2. The wise learn through people. You need courage and humility to assess your knowledge gaps and ask experts the right questions, and enough discipline to acquire new skills or information. You’ll inevitably feel humiliated, inadequate and inferior at first as the natural order of learning pre-supposes. But it’s all in the mind. The terrible feeling is short-lived, people don’t care as much as you imagine and it’s only a matter of time before you’re winning as you’re used to.

3. Self-interest is the rule. It's thus much better to be a man of value than well-connected, but best to be both. Men will appreciate, respect, and consider you more for lucrative opportunities when you’re good at what you do and they’ll do so first when you’re a friendly person. Keep learning. Work on your weaknesses. Refine your craft. Aim for excellence in your niche. Be genuine in helping others with problems aligning with your expertise. Share a lot of your high-quality work for free. And learn the art of good-will, conversation, being desirable, and how to influence people.

4. Disrupting the status quo on important matters with more effective ways to perform is the surest way to earn esteem and success. Elon Musk is a great example.

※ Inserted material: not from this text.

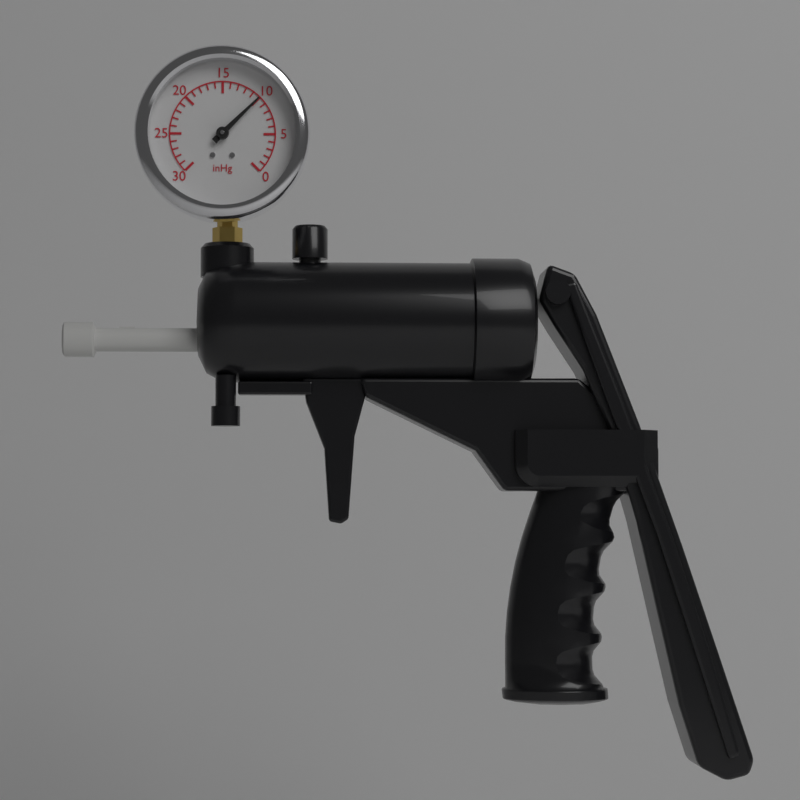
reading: 10 inHg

5. The undying commitment to uncomfortable goals traction you to stretch to their height in the quality of your character, mind, and spirit. Limiting yourself is thus a waste of time, abilities, and potential as you contain a generous margin of malleability to meet the desires of the self. A strategic, bold, and industrious spirit in one man soon trumps the possibilities of natural aptitude in a timid other.

You would rather achieve little at a grand enterprise than win at a mid adventure. With prudence, and in worthy pursuits, the bigger the price you have to pay, the more the reward. Have a dream that forces you to learn ancillary wizardry like leadership, public speaking, social skills, building a valuable network, writing, marketing, listening, critical thinking, sales, lifting, emotional control, and patience. This is how you improve. It’s the way.

6. While completing a few good projects arouses expectation and desire and consolidates a good reputation in men’s hearts, it’s prudent not to show your work until it’s done as it keeps the excitement and reverence alive.

7. It’s wise to manage expectations on the first try of mastering anything. There’s a learning curve. Rejection, doubts, and drudgery abound. You’ll get over this discomfort if you put it in its place and don’t allow it to disrupt life from flowing out of you. Detach. Remember “externals are nothing,” Epictetus quipped. Your objective remains.

8. Your environment doesn’t define who you are. You don't decide where you’re born, but you control the values you adopt. And you can as well foster those promoting self-reliance, flourishing, and joy. It’s habitual but foolish to remain a disgusting caricature, a bird caged in old ineffective ways you’ve known all your life. You can do better because you’re worth better.

9. Being polite, well dressed and cultivating good manners disarms and charms people. A cultured man is an oasis in a desert of the boring self-absorbed. One expects a graceful man’s well-ordered mind, beauty, and grace pours into other aspects of his life.

10. Unpredictability fruits frustrations, whose alleviation amplifies the pleasure of consummation. A wise man would rather have his audience frustrated, or even angry, with the unfolding of his plans — than bored.

11. Wisdom is in the subtle and drip-like revelation of your strengths, character, and abilities unless the situation warrants the full expression of your competencies.

Bewilderment, then, is a powerful influential weapon. You want people to wonder how much else you know and can do thus earning more estate in their minds.

The established and bold may even take this strategy further and let people think they've fallen off then make a winning move when least expected. Surprise is better than being a vexation. Lacking a need to please also allows enough time and space to purify art to its uttermost aesthetic form.